Dr. David Nabarro, the U.N. coordinator for fighting new emerging flu varieties, told reporters several richer states were likely to join nine which have agreed to share their own vaccines with developing countries.
"It is most likely that there will be other countries donating 10 percent of their H1N1 vaccine stocks," Nabarro said by telephone from New York during a break from meetings with already pledged and potential donors.
He declined to say who the new donors would be, indicating that announcements would be made by the countries themselves, probably after meetings he and other officials were holding with them on Friday and into the weekend.

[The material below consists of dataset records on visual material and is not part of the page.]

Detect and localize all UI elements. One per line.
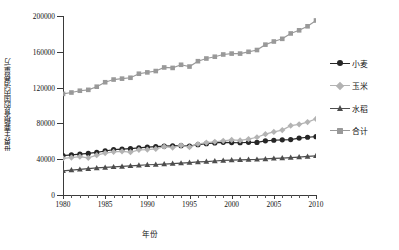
series-合计: [63, 18, 316, 96]
x-axis-tick-minor: [114, 195, 115, 198]
data-point: [313, 116, 316, 122]
data-point: [204, 56, 209, 61]
x-axis-tick-label: 2010: [309, 200, 324, 209]
x-axis-tick-minor: [130, 195, 131, 198]
data-point: [196, 59, 201, 64]
series-水稻: [63, 153, 316, 173]
series-line: [63, 20, 316, 93]
data-point: [296, 121, 302, 127]
legend-label: 合计: [352, 125, 368, 136]
x-axis-tick-minor: [282, 195, 283, 198]
y-axis-tick-label: 200000: [33, 12, 55, 21]
data-point: [178, 142, 184, 148]
line-chart: 世界主要粮食的国内消费量/万 0400008000012000016000020…: [0, 0, 399, 250]
legend-marker-triangle-icon: [337, 105, 343, 111]
data-point: [297, 28, 302, 33]
x-axis-tick-label: 1985: [98, 200, 113, 209]
data-point: [280, 137, 285, 142]
x-axis-tick-label: 1995: [182, 200, 197, 209]
data-point: [161, 144, 167, 150]
x-axis-tick-minor: [299, 195, 300, 198]
data-point: [78, 88, 83, 93]
x-axis-tick: [63, 195, 64, 199]
data-point: [103, 80, 108, 85]
x-axis-tick: [147, 195, 148, 199]
data-point: [263, 138, 268, 143]
x-axis-tick: [316, 195, 317, 199]
y-axis-tick-label: 40000: [37, 155, 55, 164]
legend-item-玉米[interactable]: 玉米: [330, 81, 399, 91]
x-axis-tick-minor: [291, 195, 292, 198]
series-line: [63, 119, 316, 158]
data-point: [313, 134, 316, 139]
x-axis-tick-label: 2005: [266, 200, 281, 209]
legend-marker-square-icon: [337, 128, 343, 134]
y-axis-tick-label: 160000: [33, 47, 55, 56]
x-axis-tick-minor: [206, 195, 207, 198]
x-axis-tick-minor: [88, 195, 89, 198]
data-point: [162, 65, 167, 70]
x-axis-tick-minor: [223, 195, 224, 198]
x-axis-tick-label: 1980: [56, 200, 71, 209]
x-axis-tick-minor: [198, 195, 199, 198]
x-axis-tick: [232, 195, 233, 199]
data-point: [229, 51, 234, 56]
data-point: [195, 141, 201, 147]
legend-item-合计[interactable]: 合计: [330, 126, 399, 136]
legend-key: [330, 104, 350, 113]
data-point: [288, 123, 294, 129]
data-point: [128, 75, 133, 80]
x-axis-tick-minor: [249, 195, 250, 198]
chart-legend: 小麦玉米水稻合计: [330, 58, 399, 136]
data-point: [305, 135, 310, 140]
data-point: [153, 69, 158, 74]
data-point: [280, 37, 285, 42]
y-axis-tick: [57, 88, 63, 89]
data-point: [254, 134, 260, 140]
data-point: [170, 66, 175, 71]
legend-key: [330, 126, 350, 135]
data-point: [305, 24, 310, 29]
data-point: [271, 138, 276, 143]
legend-label: 水稻: [352, 103, 368, 114]
x-axis-tick: [190, 195, 191, 199]
x-axis-tick-minor: [173, 195, 174, 198]
data-point: [262, 131, 268, 137]
legend-item-水稻[interactable]: 水稻: [330, 103, 399, 113]
y-axis-tick: [57, 123, 63, 124]
data-point: [279, 127, 285, 133]
data-point: [85, 155, 91, 161]
legend-label: 小麦: [352, 58, 368, 69]
data-point: [120, 76, 125, 81]
x-axis-tick-minor: [164, 195, 165, 198]
x-axis-tick-label: 2000: [224, 200, 239, 209]
x-axis-tick-minor: [80, 195, 81, 198]
legend-item-小麦[interactable]: 小麦: [330, 58, 399, 68]
data-point: [137, 71, 142, 76]
y-axis-tick: [57, 52, 63, 53]
data-point: [304, 119, 310, 125]
x-axis-tick-minor: [265, 195, 266, 198]
data-point: [221, 52, 226, 57]
data-point: [271, 129, 277, 135]
x-axis-tick-minor: [97, 195, 98, 198]
data-point: [288, 137, 293, 142]
x-axis-tick-minor: [215, 195, 216, 198]
data-point: [63, 92, 65, 97]
y-axis-tick: [57, 16, 63, 17]
data-point: [263, 42, 268, 47]
data-point: [179, 62, 184, 67]
x-axis-tick-minor: [122, 195, 123, 198]
data-point: [254, 140, 259, 145]
x-axis-tick-minor: [240, 195, 241, 198]
data-point: [297, 135, 302, 140]
data-point: [86, 88, 91, 93]
data-point: [255, 48, 260, 53]
x-axis-label: 年份: [0, 228, 300, 239]
series-canvas: [63, 16, 316, 195]
y-axis-tick-label: 120000: [33, 83, 55, 92]
x-axis-tick-minor: [308, 195, 309, 198]
x-axis-tick: [105, 195, 106, 199]
data-point: [111, 77, 116, 82]
legend-key: [330, 59, 350, 68]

Last week, vaccines were pledged to the U.N.-administered stockpile by Australia, Brazil, Britain, France, Italy, New Zealand, Norway, Switzerland and the United States.
Drug makers can only produce enough H1N1 vaccine each year for half the planet, forcing each country to choose who will get the limited supplies, the WHO said on Thursday.
Mass vaccination programmes could start in Europe within weeks after European healthcare regulators recommended two swine flu vaccines for approval on Friday.
Poorer nations are especially vulnerable to the H1N1 virus because many are badly affected by HIV/AIDS, malaria and tuberculosis, and have under-funded health services, U.N. and World Health Organisation (WHO) officials say.